Saturday’s blog post highlighted the risk of a hard landing in China.
This risk is very real, and is centred on the government’s need to achieve a difficult balance between reducing today’s high rate of food price inflation, whilst not collapsing the property market.
House prices are now falling in 60 Chinese cities. An excellent report by the Financial Times highlights the key issues, which are summarised in the chart above. As in the USA during the sub-prime bubble, we may well have reached the point where China’s credit bubble can expand no longer.
The key is the country’s relative poverty. It is only 90th in the world in terms of GDP/capita at just $5184. This is a long way from the USA at $48147 or Germany at $44558. Yet as the FT’s chart above shows:
• Beijing property prices average 17300 Rmb/sq metre ($2700)
• Shanghai property sells at 14300 Rmb/sq metre ($2200)
As a result, the house price to income ratio in China’s Tier 1 cities has reached 14:1. It is 10:1 in Tier 2 cities, and 8:1 even in Tier 3 cities. By comparison, the US ratio at the peak of its housing boom was only 5:1.
The problem is our old friend, unrealistic expectations. As the FT notes:
“It is easy to forget that the market is just over a decade old and, apart from a brief dip in the midst of the 2008 financial crisis when transactions dried up, most Chinese have only seen prices double every couple of years and never seen them fall.”
Before 1998, all urban housing was built and allocated by the state. There was no word even for ‘mortgage’, as there was no such thing as private residential property. Even in rural areas, peasants built their homes on land allocated by the state or the collective.
Another key factor behind the rise in prices has been China’s lack of a proper system of social security. As a result, most women believe owning a home is essential for any man wanting to get married.
Young bachelors have thus routinely turned to their extended families for help with raising the finance for a home. And as prices were doubling every 2 years over the past decade, the ‘bank of mum and dad, and grandparents, and cousins’ has always been happy to help.
Equally, the local provinces are dependent on property development for up to 40% of their income, according to the FT. And they quote Prof Yi Xianrong of China’s prestigious Academy of Social Sciences as warning
“Right now the high housing price is not due to limited supply – it is because of endemic speculation. But the government doesn’t combat speculation because high prices keep GDP growth and revenues high.”
Today. however, the government’s main concern is reducing the inflation caused by the credit bubble it unleashed in Q4 2008. It therefore has to reduce bank lending, even if this weakens property markets. Food price inflation is its key concern, and this rose again to 9.1% in December.
96% of China’s population earn less than $20/day according to the Asian Development Bank. So rising food prices inevitably lead to a risk of social unrest. In turn, this now makes it difficult for the government to support the property market.
Effectively, it may therefore be caught between a rock and a hard place.
Inflation and social unrest would increase if it launched another stimulus programme and allowed lending to boom again. But the current lending slowdown risks causing future unrest amongst all those who have bought into the market in the belief that prices would never fall.
The blog sees no easy way through this crisis. It can only repeat its warning of a year ago. We may be about to “discover, too late, we have simply been in the middle of yet another China ‘boom and bust’ scenario”.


▶ What you have to do
Keep only the lines of the data below that contain "this", and copy them.
[Start of Attachment]
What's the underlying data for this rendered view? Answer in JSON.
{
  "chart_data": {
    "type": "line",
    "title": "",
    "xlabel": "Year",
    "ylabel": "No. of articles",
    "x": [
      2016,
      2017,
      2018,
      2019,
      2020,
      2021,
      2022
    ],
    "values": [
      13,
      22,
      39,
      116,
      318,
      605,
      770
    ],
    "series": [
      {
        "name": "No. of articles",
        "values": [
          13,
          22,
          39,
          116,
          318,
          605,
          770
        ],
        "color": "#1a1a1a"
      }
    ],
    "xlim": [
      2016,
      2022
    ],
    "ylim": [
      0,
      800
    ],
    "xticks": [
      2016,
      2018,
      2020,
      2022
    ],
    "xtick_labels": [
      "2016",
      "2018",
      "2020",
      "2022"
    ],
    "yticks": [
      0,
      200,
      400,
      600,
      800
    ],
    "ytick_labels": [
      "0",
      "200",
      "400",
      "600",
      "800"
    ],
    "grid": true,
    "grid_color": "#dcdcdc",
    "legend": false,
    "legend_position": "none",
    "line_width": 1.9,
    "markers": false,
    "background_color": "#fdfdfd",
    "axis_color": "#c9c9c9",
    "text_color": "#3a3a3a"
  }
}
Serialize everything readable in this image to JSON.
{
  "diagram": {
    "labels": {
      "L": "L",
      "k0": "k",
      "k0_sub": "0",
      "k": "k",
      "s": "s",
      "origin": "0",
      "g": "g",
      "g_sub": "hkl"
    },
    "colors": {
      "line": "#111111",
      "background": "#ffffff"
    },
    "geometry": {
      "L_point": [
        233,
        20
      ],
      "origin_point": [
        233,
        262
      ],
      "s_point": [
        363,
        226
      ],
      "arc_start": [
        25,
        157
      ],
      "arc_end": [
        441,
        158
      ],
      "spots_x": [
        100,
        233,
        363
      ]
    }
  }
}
[End of Attachment]
[Start of Attachment]
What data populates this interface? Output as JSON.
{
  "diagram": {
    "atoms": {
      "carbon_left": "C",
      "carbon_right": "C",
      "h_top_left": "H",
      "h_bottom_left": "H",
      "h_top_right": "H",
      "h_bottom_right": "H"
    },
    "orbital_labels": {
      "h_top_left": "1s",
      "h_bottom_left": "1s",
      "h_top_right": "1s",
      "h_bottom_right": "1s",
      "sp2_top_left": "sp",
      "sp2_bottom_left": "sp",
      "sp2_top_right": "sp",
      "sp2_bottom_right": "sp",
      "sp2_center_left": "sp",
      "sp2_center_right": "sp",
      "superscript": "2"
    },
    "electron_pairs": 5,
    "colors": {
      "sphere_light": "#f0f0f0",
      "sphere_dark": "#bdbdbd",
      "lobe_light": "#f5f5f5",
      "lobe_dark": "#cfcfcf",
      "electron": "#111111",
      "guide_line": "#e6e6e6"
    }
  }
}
[End of Attachment]
[Start of Attachment]
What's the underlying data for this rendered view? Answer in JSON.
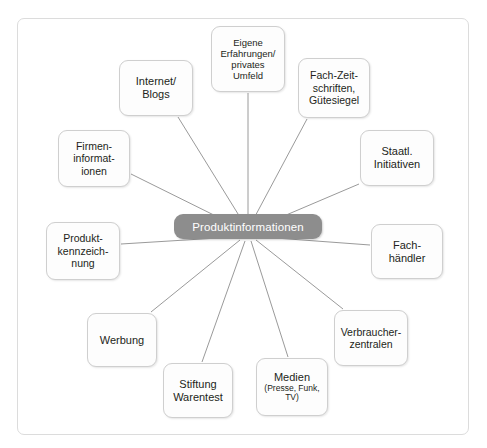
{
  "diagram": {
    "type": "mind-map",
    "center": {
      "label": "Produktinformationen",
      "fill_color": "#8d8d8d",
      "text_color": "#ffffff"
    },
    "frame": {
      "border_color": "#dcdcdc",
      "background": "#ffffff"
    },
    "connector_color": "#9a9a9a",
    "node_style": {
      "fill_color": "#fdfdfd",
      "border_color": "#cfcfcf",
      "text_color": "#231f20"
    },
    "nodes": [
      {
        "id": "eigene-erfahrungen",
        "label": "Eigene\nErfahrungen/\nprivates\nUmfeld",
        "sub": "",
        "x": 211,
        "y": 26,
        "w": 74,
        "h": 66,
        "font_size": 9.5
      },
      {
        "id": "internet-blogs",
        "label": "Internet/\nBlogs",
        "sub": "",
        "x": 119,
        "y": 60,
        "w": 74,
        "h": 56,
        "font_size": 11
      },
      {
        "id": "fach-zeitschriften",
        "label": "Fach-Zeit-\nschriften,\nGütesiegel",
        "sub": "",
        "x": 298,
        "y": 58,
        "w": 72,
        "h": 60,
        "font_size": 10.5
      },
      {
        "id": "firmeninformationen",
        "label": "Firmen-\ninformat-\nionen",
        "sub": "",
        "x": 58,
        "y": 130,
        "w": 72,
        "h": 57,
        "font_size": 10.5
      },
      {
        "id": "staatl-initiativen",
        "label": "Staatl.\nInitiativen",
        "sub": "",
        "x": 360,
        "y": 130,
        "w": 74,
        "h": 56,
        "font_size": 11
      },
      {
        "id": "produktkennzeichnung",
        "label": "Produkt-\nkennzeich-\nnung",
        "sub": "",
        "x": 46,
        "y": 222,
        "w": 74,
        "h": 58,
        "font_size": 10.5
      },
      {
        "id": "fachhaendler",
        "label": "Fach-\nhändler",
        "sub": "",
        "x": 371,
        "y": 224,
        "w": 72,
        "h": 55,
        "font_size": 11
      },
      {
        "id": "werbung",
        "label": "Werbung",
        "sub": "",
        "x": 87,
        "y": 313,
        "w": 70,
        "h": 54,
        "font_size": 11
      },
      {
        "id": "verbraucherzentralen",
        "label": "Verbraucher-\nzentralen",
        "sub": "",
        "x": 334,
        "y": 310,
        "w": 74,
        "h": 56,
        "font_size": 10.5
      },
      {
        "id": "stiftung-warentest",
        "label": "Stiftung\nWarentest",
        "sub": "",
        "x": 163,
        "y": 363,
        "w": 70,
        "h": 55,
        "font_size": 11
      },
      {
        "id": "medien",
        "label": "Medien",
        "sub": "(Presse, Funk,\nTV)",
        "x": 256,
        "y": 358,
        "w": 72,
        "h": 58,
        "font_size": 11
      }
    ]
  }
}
[End of Attachment]
▶ Written answer
What's the underlying data for this rendered view? Answer in JSON.
Serialize everything readable in this image to JSON.
What data populates this interface? Output as JSON.
What's the underlying data for this rendered view? Answer in JSON.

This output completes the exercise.